One map from three episodes
| Skill | Why guests say it matters | Student practice |
|---|---|---|
| Communication | Coordinates faster AI-assisted teams; first impression in outreach | Rewrite messages; ask better questions; explain work out loud |
| Learning attitude | Tools and roles keep shifting | Weekly learning review; share one new workflow with peers |
| Ownership | Separates hireable from “just a job” | End-to-end projects; honest gaps; follow-through |
| Curiosity + humility | Survives the first 30–90 days at work | Ask how the company works before proving brilliance |
| AI operatorship | Compresses hours without removing judgment | Use AI on real assignments, then critique the output |
Pranayna also notes that humanities-style deep thinking may rise in value as models need better human judgment and challenge. That is not anti-tech.

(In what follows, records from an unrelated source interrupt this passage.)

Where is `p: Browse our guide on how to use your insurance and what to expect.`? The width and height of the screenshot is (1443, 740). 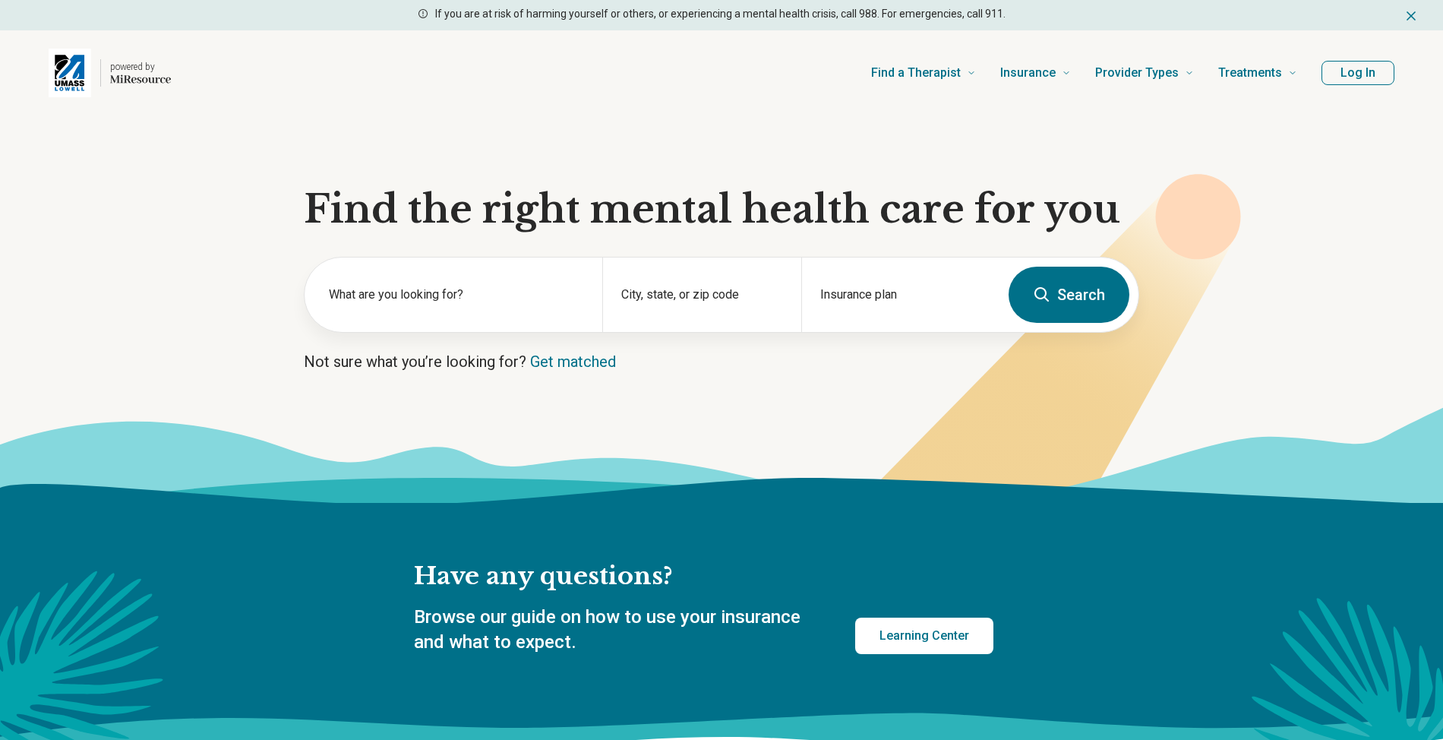 p: Browse our guide on how to use your insurance and what to expect. is located at coordinates (616, 629).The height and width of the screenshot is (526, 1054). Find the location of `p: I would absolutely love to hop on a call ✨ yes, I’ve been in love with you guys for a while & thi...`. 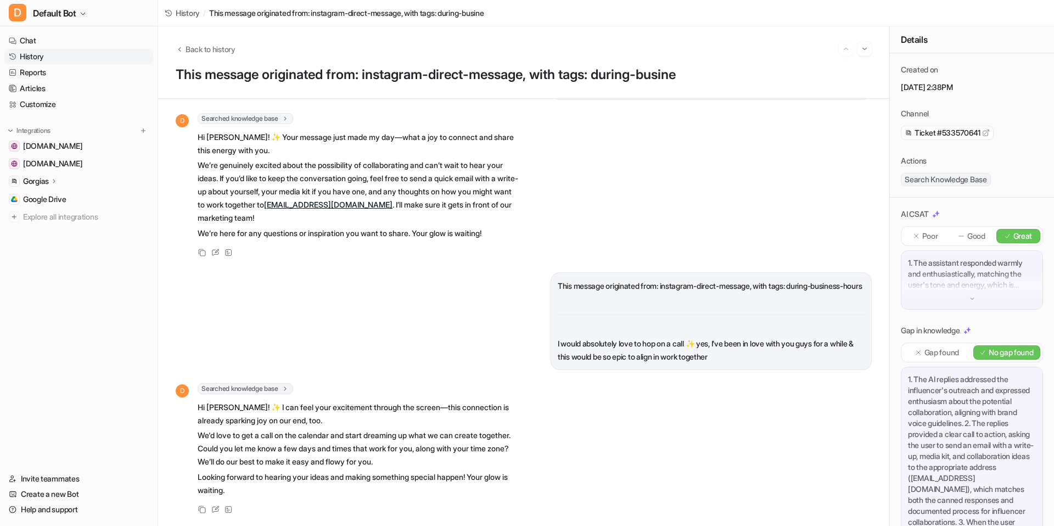

p: I would absolutely love to hop on a call ✨ yes, I’ve been in love with you guys for a while & thi... is located at coordinates (711, 350).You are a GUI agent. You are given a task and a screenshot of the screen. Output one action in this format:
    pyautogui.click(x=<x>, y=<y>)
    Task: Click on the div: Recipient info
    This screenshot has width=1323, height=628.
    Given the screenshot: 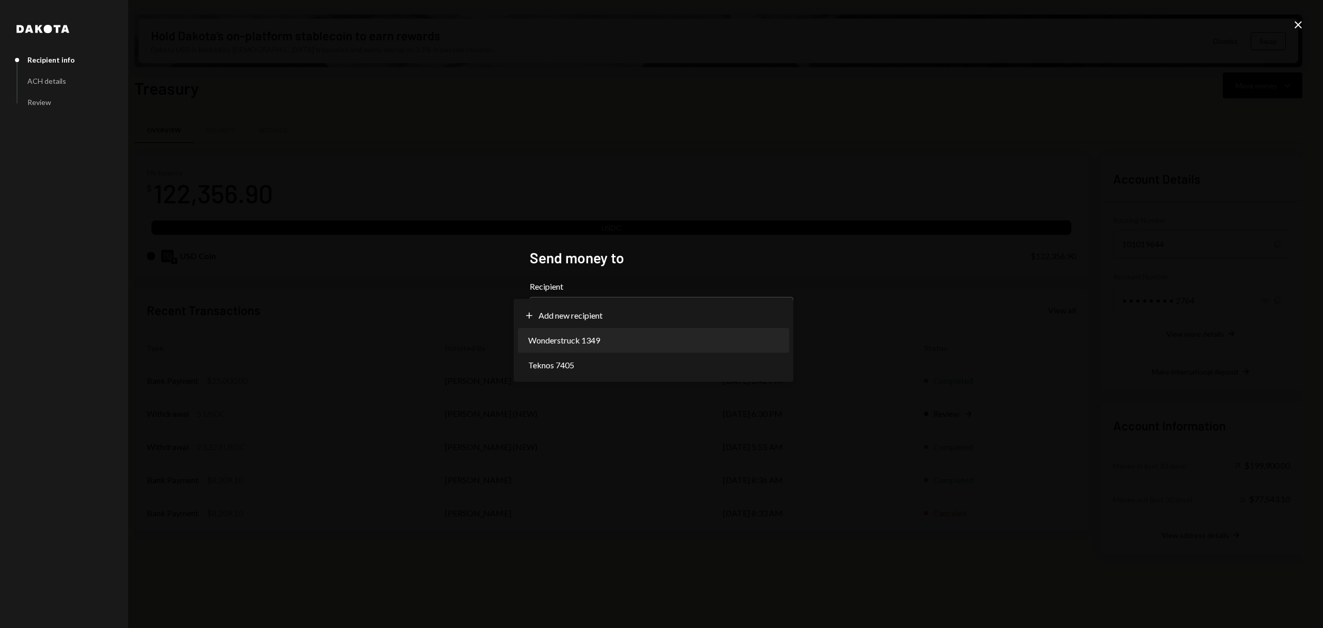 What is the action you would take?
    pyautogui.click(x=51, y=59)
    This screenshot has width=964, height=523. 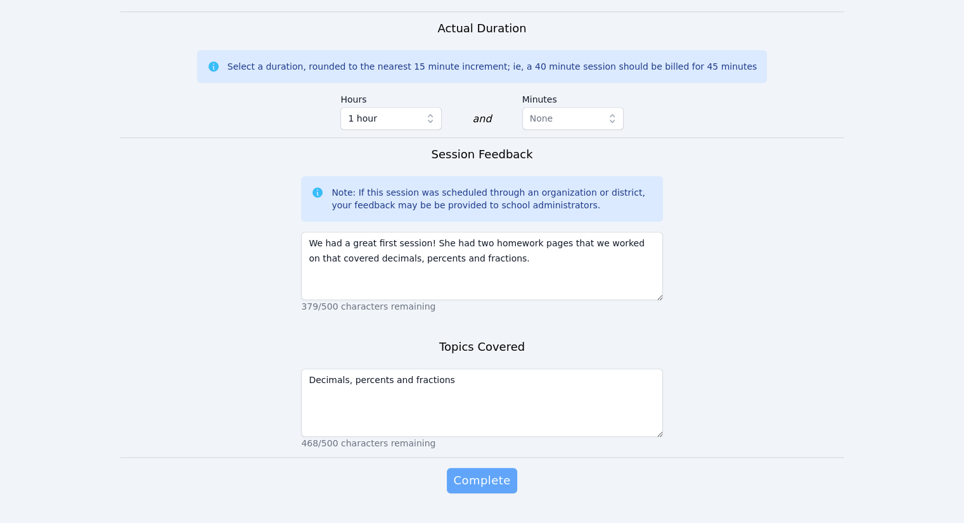 What do you see at coordinates (481, 481) in the screenshot?
I see `span: Complete` at bounding box center [481, 481].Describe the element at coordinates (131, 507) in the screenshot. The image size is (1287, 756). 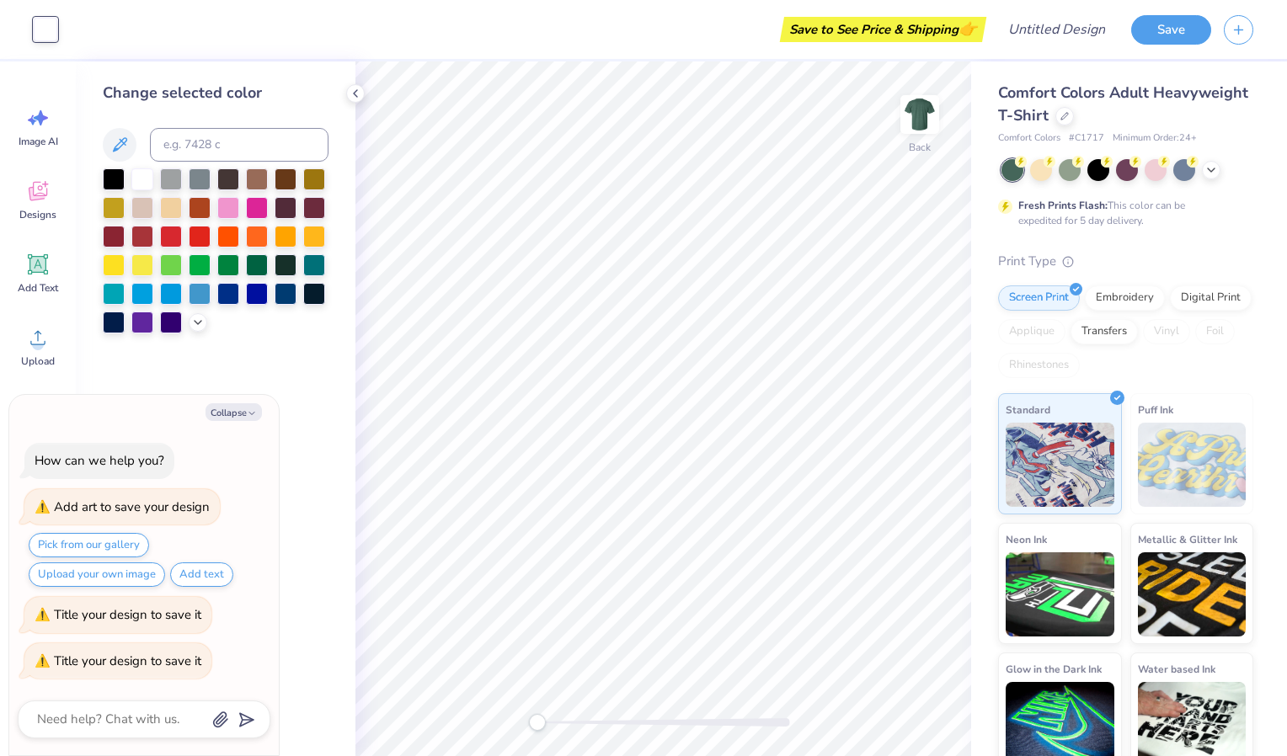
I see `div: Add art to save your design` at that location.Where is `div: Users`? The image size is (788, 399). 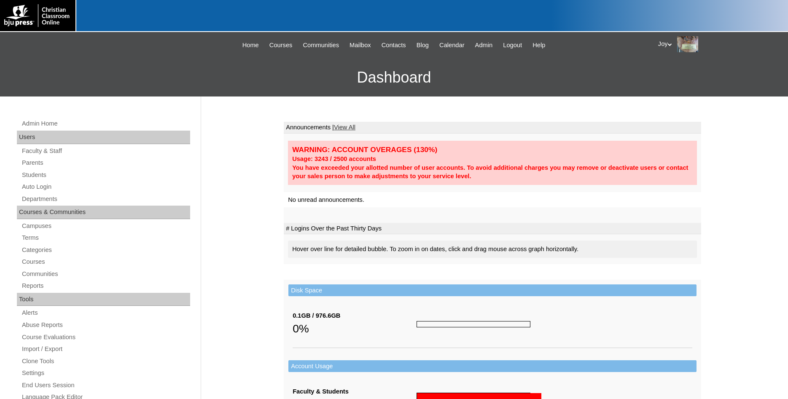
div: Users is located at coordinates (103, 137).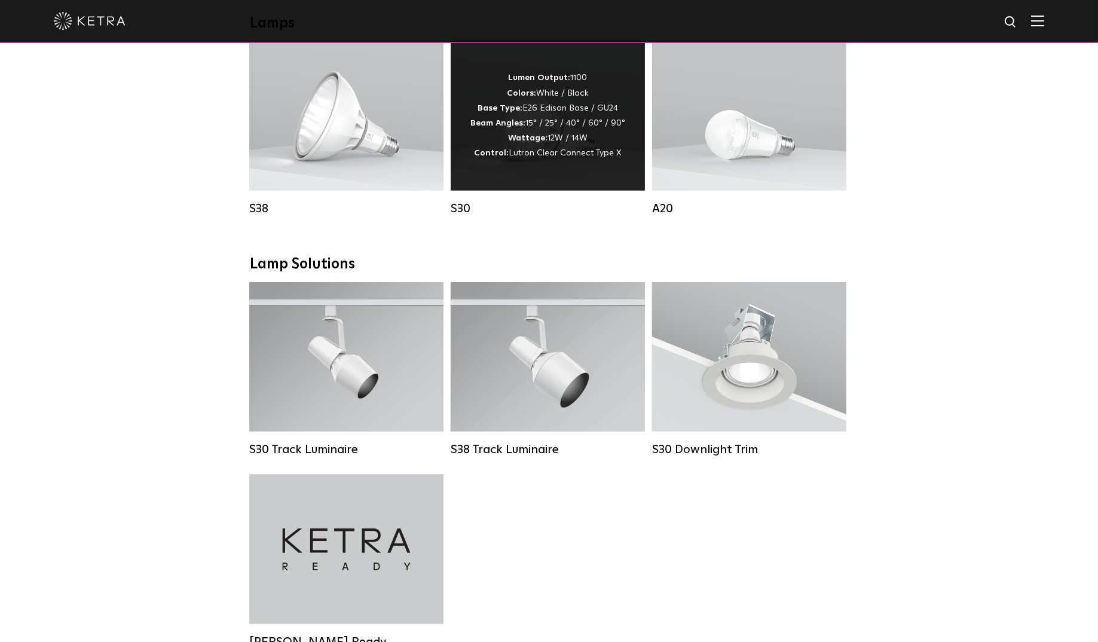  I want to click on div: 1100 White / Black E26 Edison Base / GU24 15° / 25° / 40° / 60° / 90° 12W / 14W, so click(547, 115).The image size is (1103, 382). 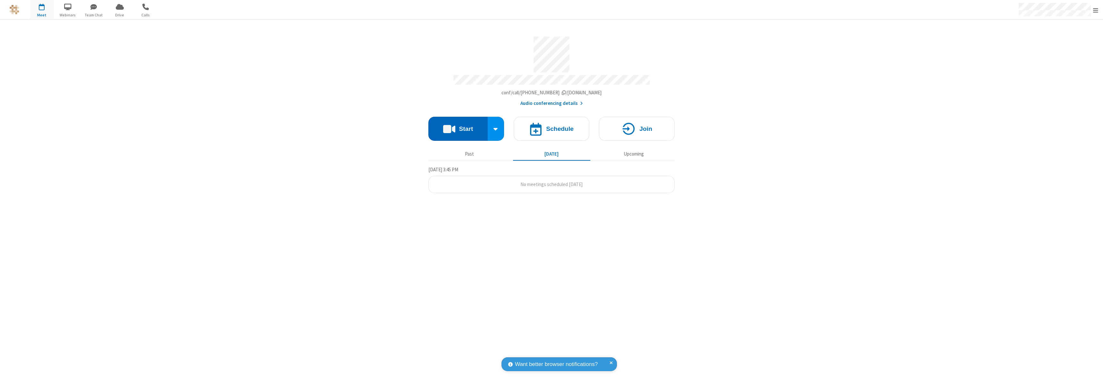 What do you see at coordinates (146, 15) in the screenshot?
I see `span: Calls` at bounding box center [146, 15].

It is a reminder that prompt-only students still need minds.
A weekly soft-skill circuit
- Monday: Send one high-clarity message (opportunity, mentor, or teammate).
- Wednesday: Ship one visible artifact (note, demo, pull request, event update).
- Friday: Write five lines: what I learned, what confused me, what I’ll try next.
- Weekend: Teach one idea to a friend. Teaching is the honesty test.
Frequently asked questions
If I learn AI tools, can I skip soft skills?
No. All three episodes treat AI as changing task mix, not deleting the need to work with humans. Sanjay and Pranayna both place communication near the center of future work.
What is the difference between confidence and ownership?
Confidence is how you sound. Ownership is what you finish and improve without being chased. Kabin’s hiring stories punish bluff and reward people who take challenges on.
Where should a +2 graduate start this week?
Pick one communication drill and one AI workflow on a real school task. Parallel practice beats choosing “soft” or “tech” as a false fight.
Pair soft skills with hands-on AI
The StudyPort’s AI Power User course is built for students who need tool fluency without ignoring the human layer.